Helsinki Design Lab: Addressing society’s wicked challenges

Helsinki Design Lab: Addressing society’s wicked challenges

It may seem odd to start a blog post with talk of toasters, but in a conversation with Bryan Boyer this month, that is where the discussion took us. Bryan is the strategic design lead for Helsinki Design Lab, a division of Finnish Innovation Fund Sitra, and he reminded those assembled at the MaRS Global Leadership event on November 13 that once humans developed the capacity to generate electricity, all sorts of inventions became possible.

Somebody at some time in the last century thought of a new, easier and faster way of cooking bread. Sure, this inventor thought about what the device might look like and how it would function. What’s more interesting, though, is that this inventor had to think about something that had never been done before, something that would radically redefine the way people thought about bread. The toaster would produce new meaning and new beliefs around what was possible.

Sitra hopes to advance society’s ability to cope with complex issues such as climate change and demographic shifts by developing strategic design as a tool to better conceptualize and respond to so-called “wicked” challenges.

In using strategic design, Helsinki Design Lab has the potential to introduce new products or services to the city, changing the ways people interact with it and the values and beliefs they associate with it.

“We’re at the fuzzy front end of innovation,” says Bryan. “We are looking at change at a scale similar to the 1960s, but we don’t have a word for it yet.”

I like this quote from Bryan, but I would add that the current time period – as people look at ways to address these systemic, complex challenges – is far more dramatic than the 1960s. It is a culmination of multiple crises and myriad opportunities that could either defeat us or radically shift the ways in which societies operate.

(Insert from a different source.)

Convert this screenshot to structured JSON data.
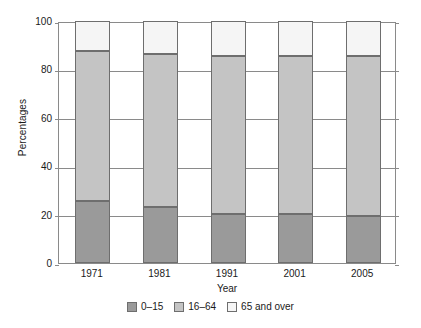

Social Innovation Generation and MaRS are also very interested in exploring the various ways that design thinking and systems thinking can be applied to Canada’s wicked challenges, and Bryan’s visit gave us the opportunity to learn from Helsinki’s experience in this work.

During his presentation Bryan referenced the following quote from Wouter Vanstiphout, a historian of architecture and, since 2009, a professor of design and politics at the Delft University of Technology:

“If you really want to change a city… then it will require re-engaging with things like public planning, for example, or re-engaging with government, or re-engaging with large-scale institutionalized developers. I think that’s where the real struggle lies, that we re-engage with these structures and these institutions, this horribly complex dark matter.”

Bryan Boyer of Helsinki Design Lab at the Global Leadership Series event

I love this articulation of the need to engage with institutions and systems in our cities and countries that are tough, uncomfortable and fuzzy. The following are some questions that arise when you start looking at re-engaging those structures and institutions to co-create solutions.

  • What does it look like when government is capable of design?
  • What does it look like when the public is engaged in reimagining their city?
  • What challenges arise when introducing new innovations into a system that millions of people interact with?

This is an exciting time for Ontario as MaRS and its partners continue development of the MaRS Solutions Lab. Every opportunity we have to learn more about what works and what does not—and what that means for a city—is valuable learning.

Bryan made me think not so much about the importance of good process and a cool lab methodology (though the Helsinki Design Lab also has those), but about the consequences of this kind of work: that fuzzy stuff of producing new meaning, new beliefs and new values, and how these things can’t be measured so much as observed and felt across generations. It’s what makes this work so important and why nobody does it alone.